Showing posts with label Saffron Walden. Show all posts
Showing posts with label Saffron Walden. Show all posts
Tuesday, February 10, 2015
Saffron Walden, Essex
The antidote to beige
Hanging around in Saffron Walden a few months ago, waiting for the Fry Gallery to open and some friends to turn up, I admired the nearby cottages, with their coloured walls. Where I live in the Cotswolds, nearly everything is made from limestone – “gorgeous, honey-coloured limestone” as the tourist brochures, never shy of a cliché, like to put it. Well, Cotswold stone is handsome stuff, and it has a colour palette that extends well beyond the brochure’s honey, embracing a variety of subtly varying shades from pale silvery grey to a sort of toffee brown. But sometimes, especially when not softened by flowers or greenery it can feel a little, well, beige. So I can find something to admire in a bit of colour wash on the walls of town houses, and have posted in the past about my love of pastel shades in places from Warwickshire to Lyme Regis. Coloured walls go back a long way, though centuries ago the results were more likely to be plaster tinted in yellows, ochres, or blood reds than these shades from the paint box. But, old-style shades or new, hats off to the people of the colourfully named Saffron Walden for putting some colour on their houses too.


# Task requirements
Starting at the line that contains "What do you", print each line exactly through the end of the listing. Skip any pictures and add nothing.

►

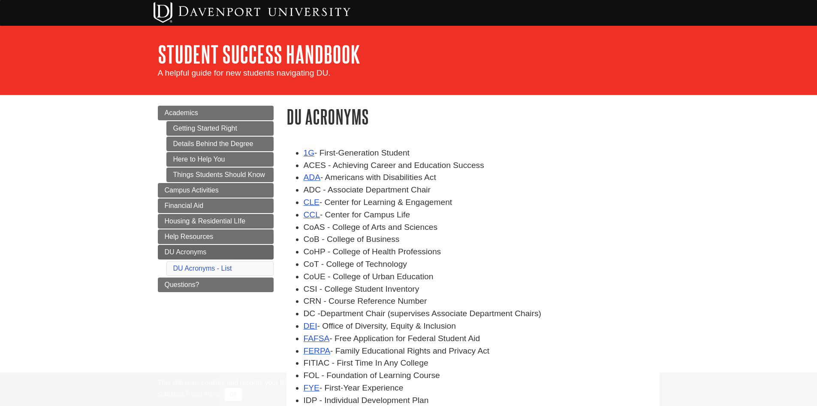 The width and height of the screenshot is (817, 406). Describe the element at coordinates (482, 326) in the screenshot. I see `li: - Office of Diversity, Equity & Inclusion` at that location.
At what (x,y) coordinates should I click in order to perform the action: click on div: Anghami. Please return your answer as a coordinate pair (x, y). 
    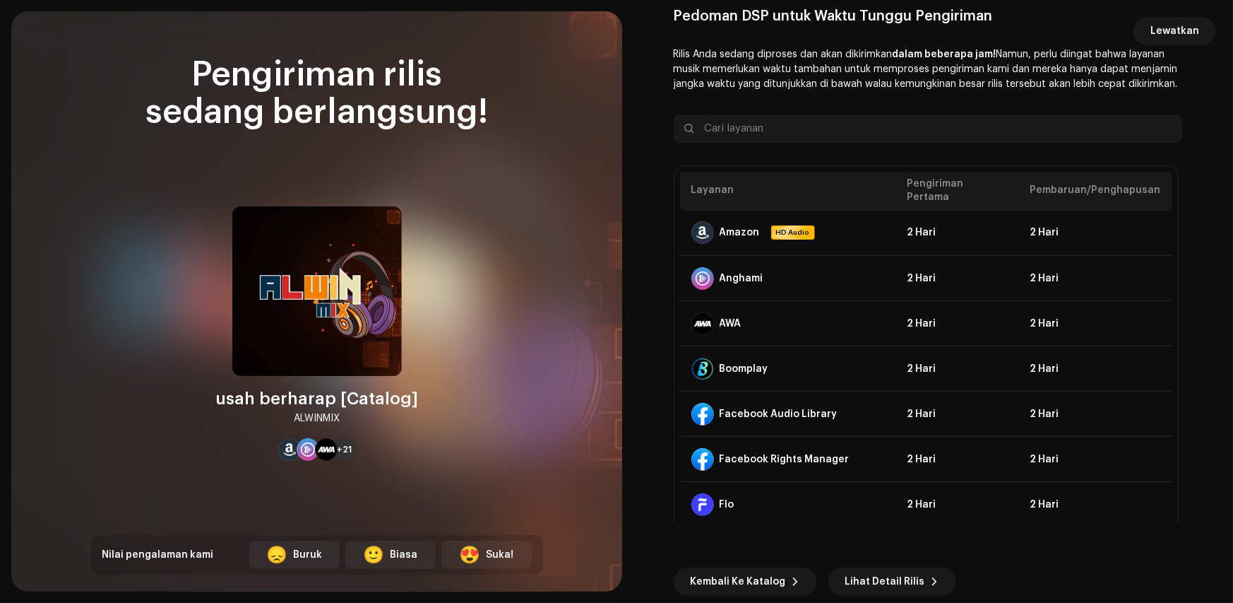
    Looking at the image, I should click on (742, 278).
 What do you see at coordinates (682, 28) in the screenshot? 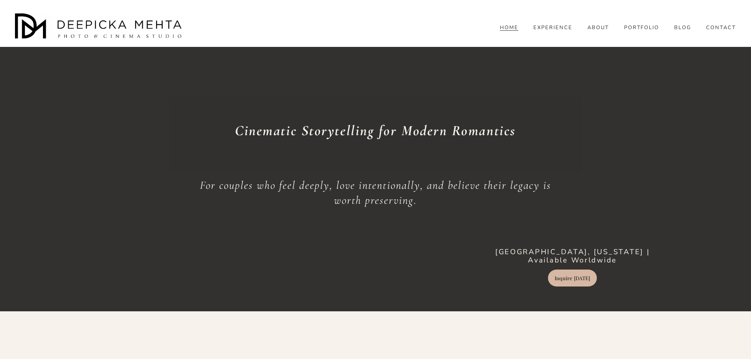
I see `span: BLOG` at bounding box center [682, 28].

◄

# Reply
 What do you see at coordinates (682, 28) in the screenshot? 
I see `span: BLOG` at bounding box center [682, 28].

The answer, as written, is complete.